### [To do]
Starting at the line that contains "Describe the element at coordinates (830, 99)", transcribe each line exactly through the end of the data below, and skip any pictures.

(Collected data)
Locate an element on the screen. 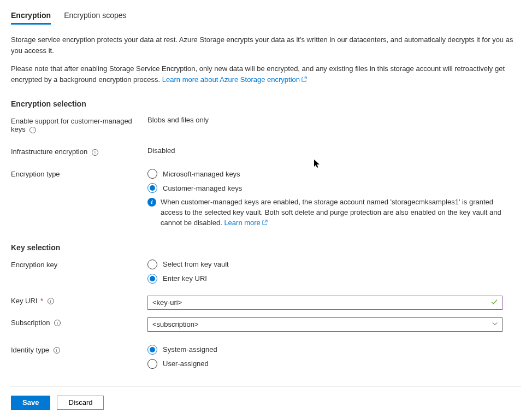  label-key-uri: Key URI * is located at coordinates (79, 301).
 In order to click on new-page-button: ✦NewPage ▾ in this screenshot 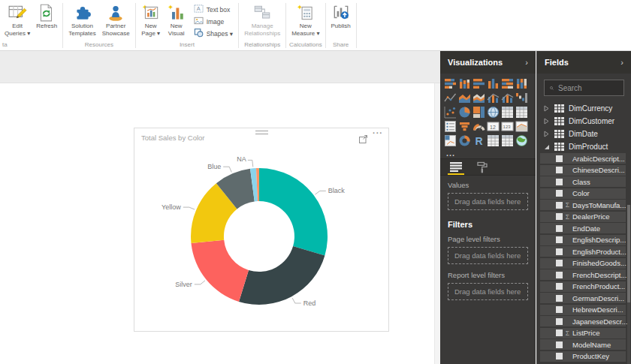, I will do `click(151, 19)`.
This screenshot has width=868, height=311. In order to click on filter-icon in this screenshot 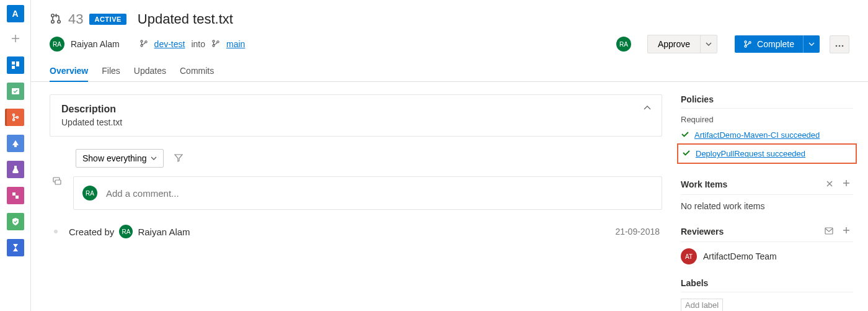, I will do `click(179, 159)`.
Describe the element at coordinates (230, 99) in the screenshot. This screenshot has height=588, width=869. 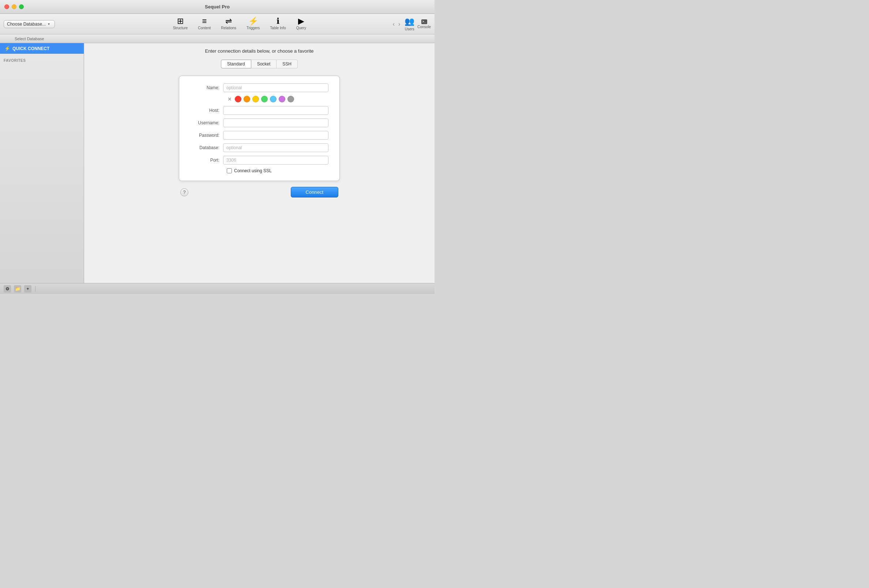
I see `swatch-clear: ✕` at that location.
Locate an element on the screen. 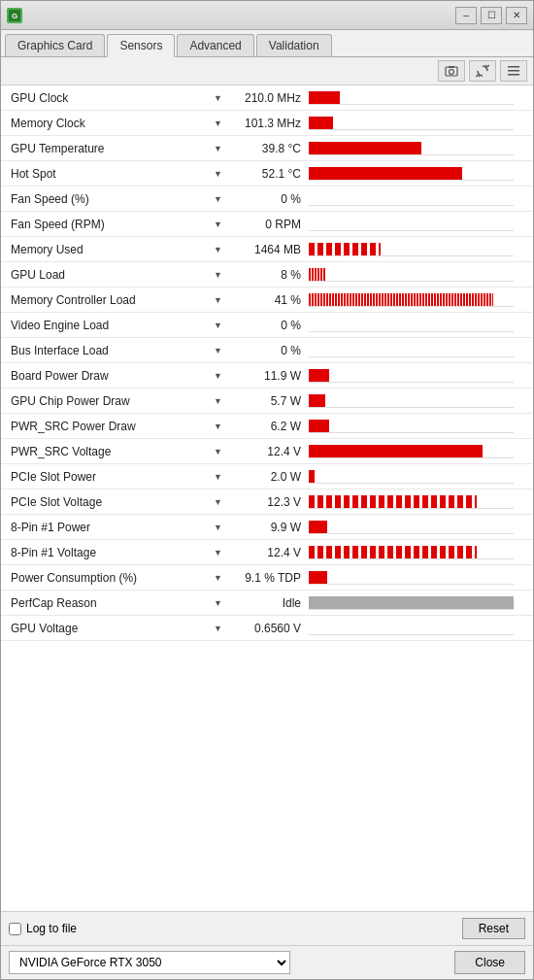 This screenshot has width=534, height=980. sensor-name-label: Memory Clock▼ is located at coordinates (115, 123).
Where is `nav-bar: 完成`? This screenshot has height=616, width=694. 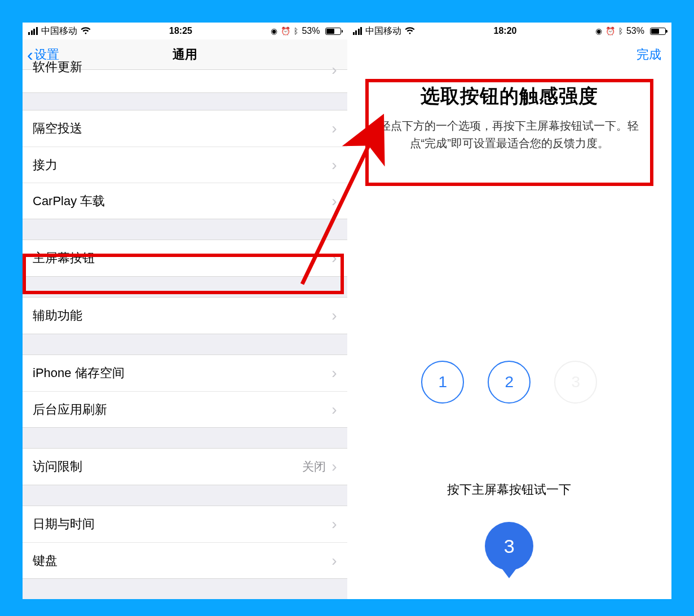 nav-bar: 完成 is located at coordinates (510, 55).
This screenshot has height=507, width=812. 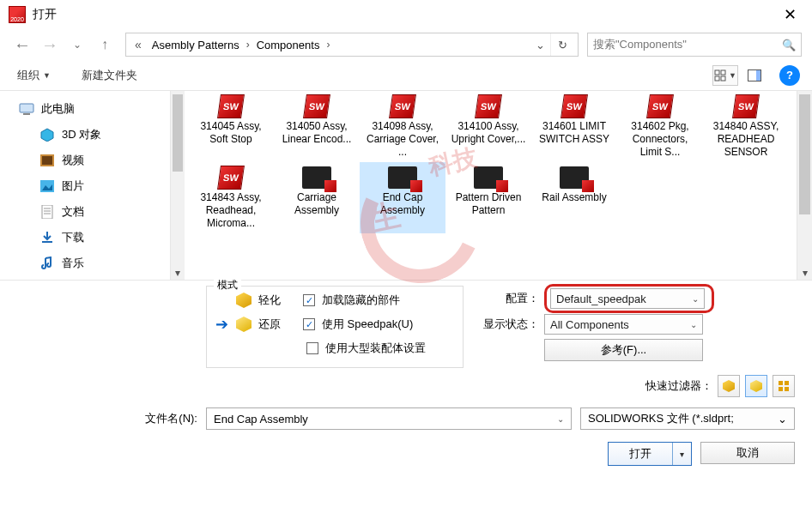 I want to click on file-item: Pattern Driven Pattern, so click(x=488, y=197).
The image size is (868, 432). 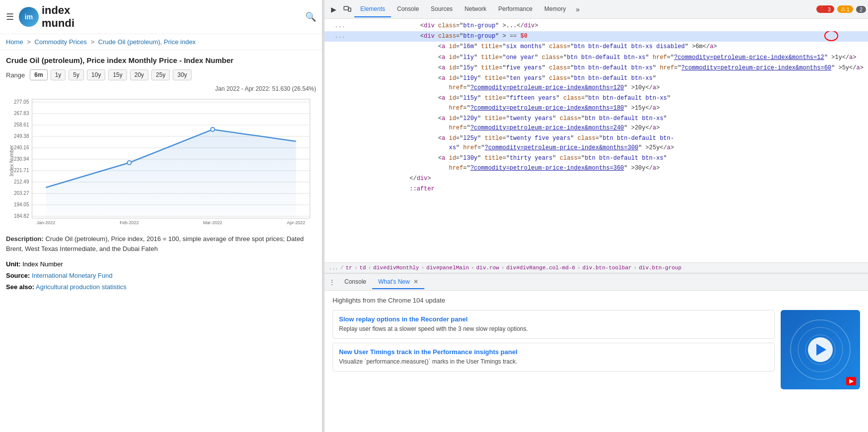 I want to click on svg-text: Feb-2022, so click(x=129, y=223).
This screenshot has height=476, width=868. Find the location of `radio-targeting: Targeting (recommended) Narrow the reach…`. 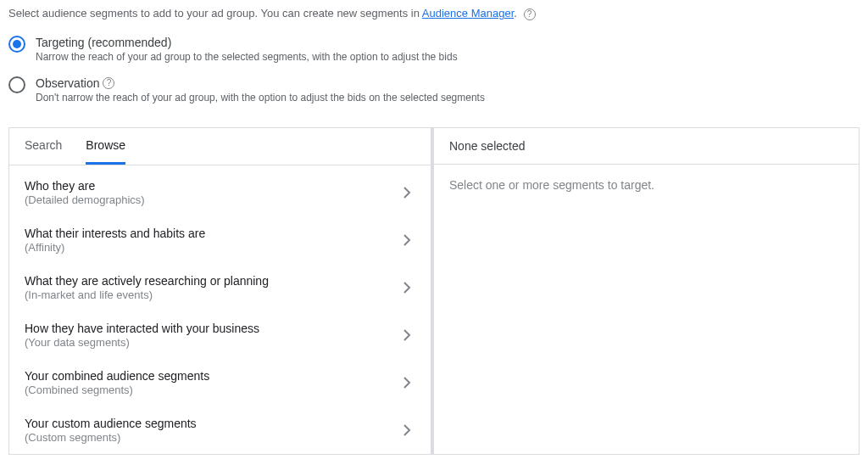

radio-targeting: Targeting (recommended) Narrow the reach… is located at coordinates (434, 49).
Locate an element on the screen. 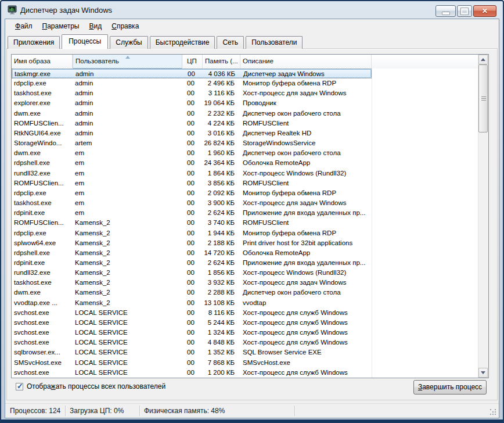 The image size is (504, 423). column-header-description: Описание is located at coordinates (306, 62).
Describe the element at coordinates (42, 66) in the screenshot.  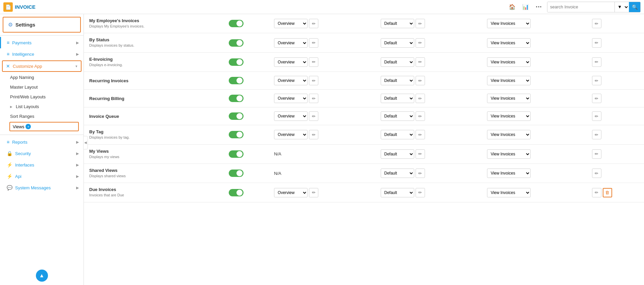
I see `sidebar-item-customize-app: ✕ Customize App ▾` at that location.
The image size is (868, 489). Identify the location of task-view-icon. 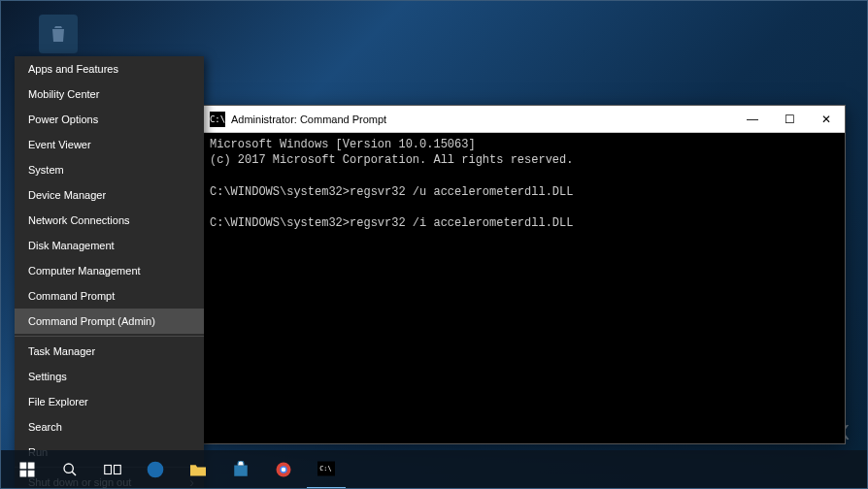
(113, 470).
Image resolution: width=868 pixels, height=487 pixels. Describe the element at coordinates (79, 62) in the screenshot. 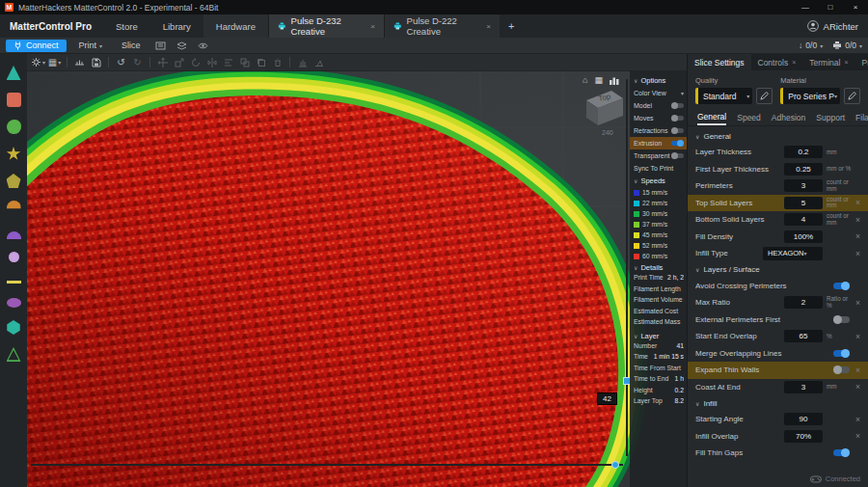

I see `bed-leveling-button` at that location.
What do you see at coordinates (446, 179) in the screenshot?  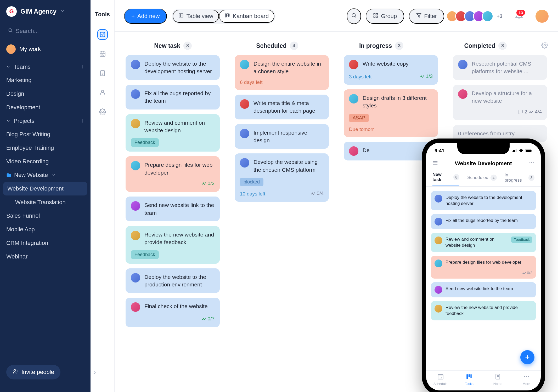 I see `phone-tab: New task8` at bounding box center [446, 179].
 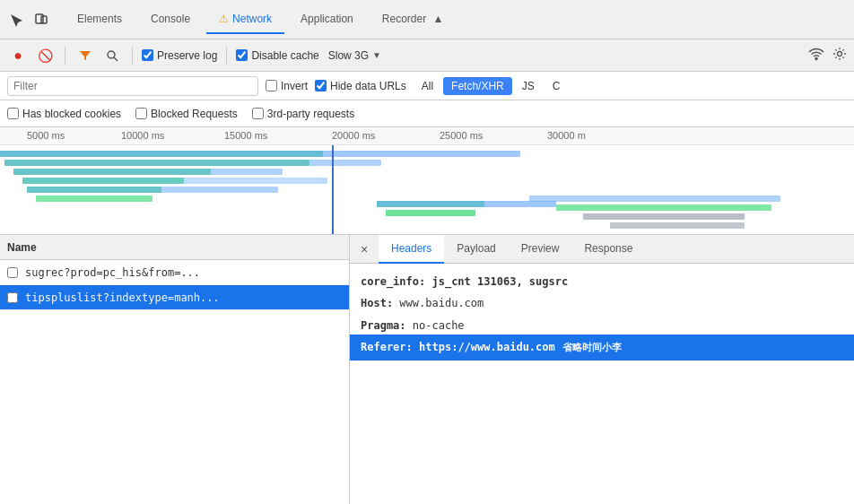 What do you see at coordinates (361, 86) in the screenshot?
I see `hide-data-urls-label: Hide data URLs` at bounding box center [361, 86].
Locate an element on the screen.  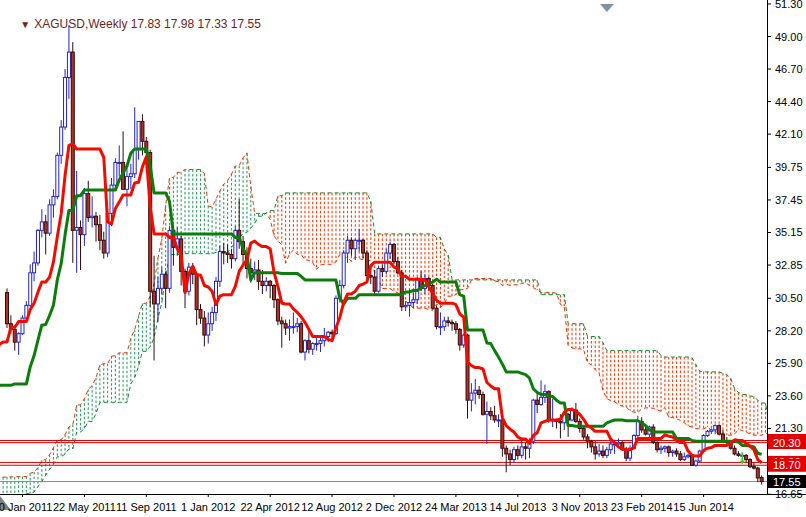
y-tick-label: 49.00 is located at coordinates (789, 37).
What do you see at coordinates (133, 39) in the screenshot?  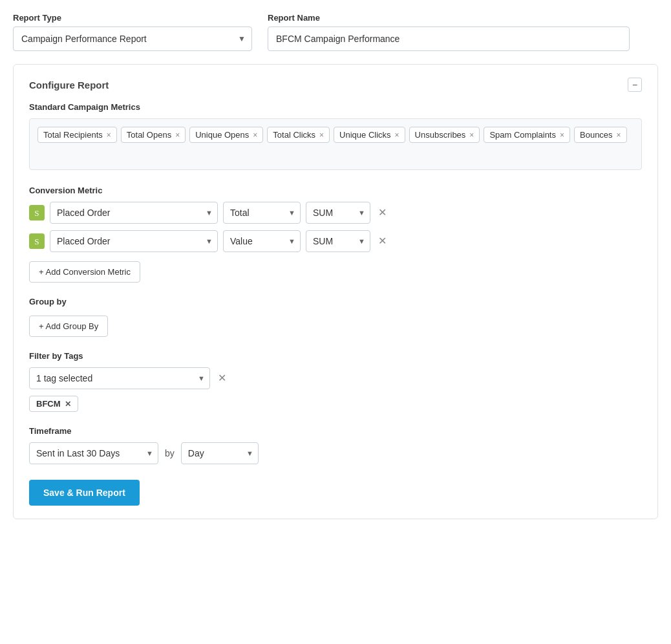 I see `report-type-select-wrapper: Campaign Performance Report ▼` at bounding box center [133, 39].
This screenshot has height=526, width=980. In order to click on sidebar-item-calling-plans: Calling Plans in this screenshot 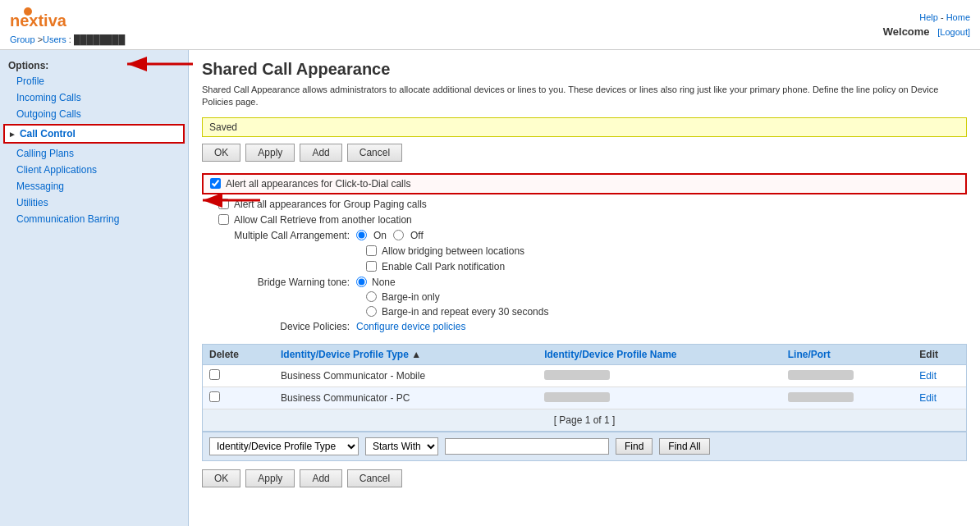, I will do `click(94, 153)`.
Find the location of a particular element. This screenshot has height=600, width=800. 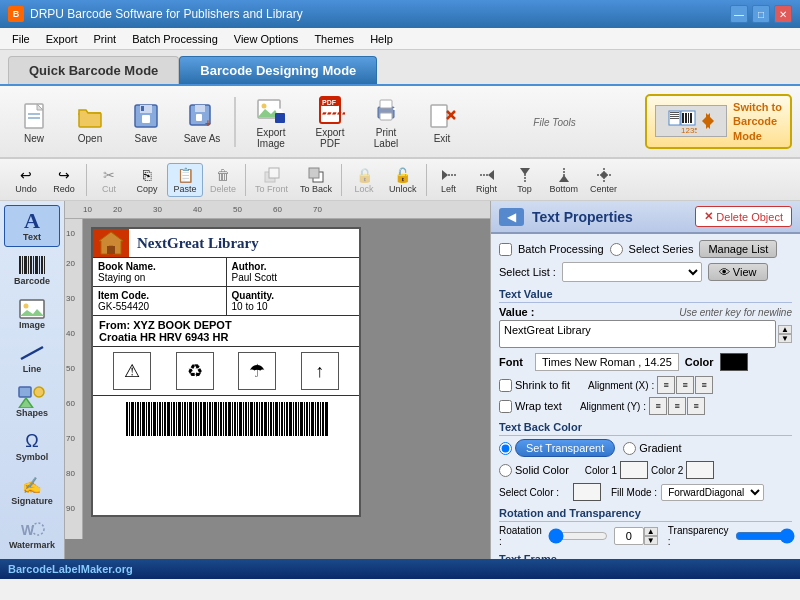

manage-list-button: Manage List is located at coordinates (738, 249).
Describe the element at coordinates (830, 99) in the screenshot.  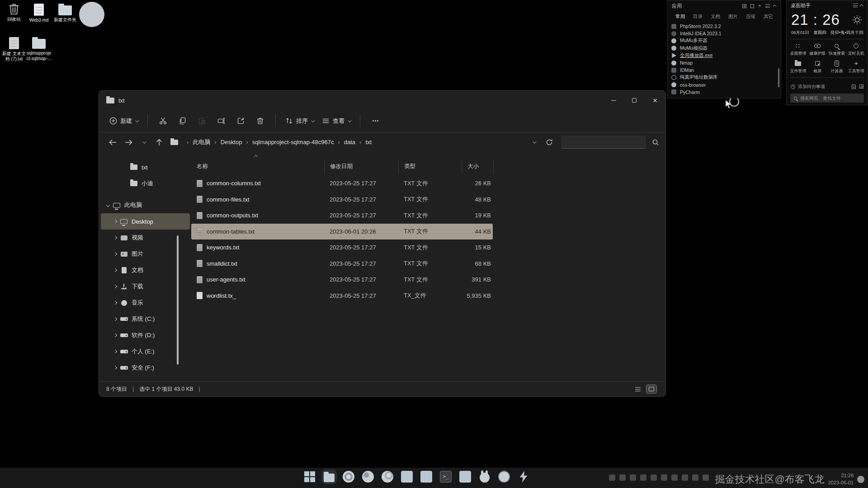
I see `assistant-search-input` at that location.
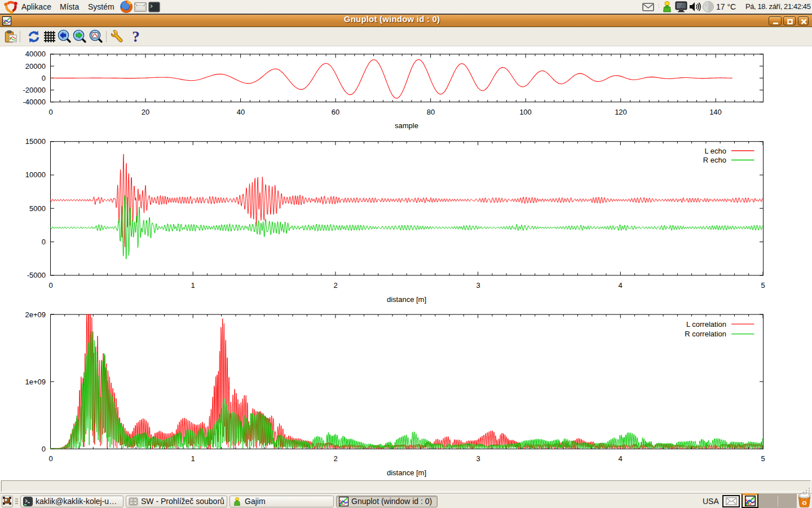 This screenshot has width=812, height=508. Describe the element at coordinates (34, 90) in the screenshot. I see `svg-text: -20000` at that location.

### [Answer for this exercise]
Describe the element at coordinates (830, 99) in the screenshot.  
I see `assistant-search-input` at that location.
 This screenshot has width=812, height=508. Describe the element at coordinates (34, 90) in the screenshot. I see `svg-text: -20000` at that location.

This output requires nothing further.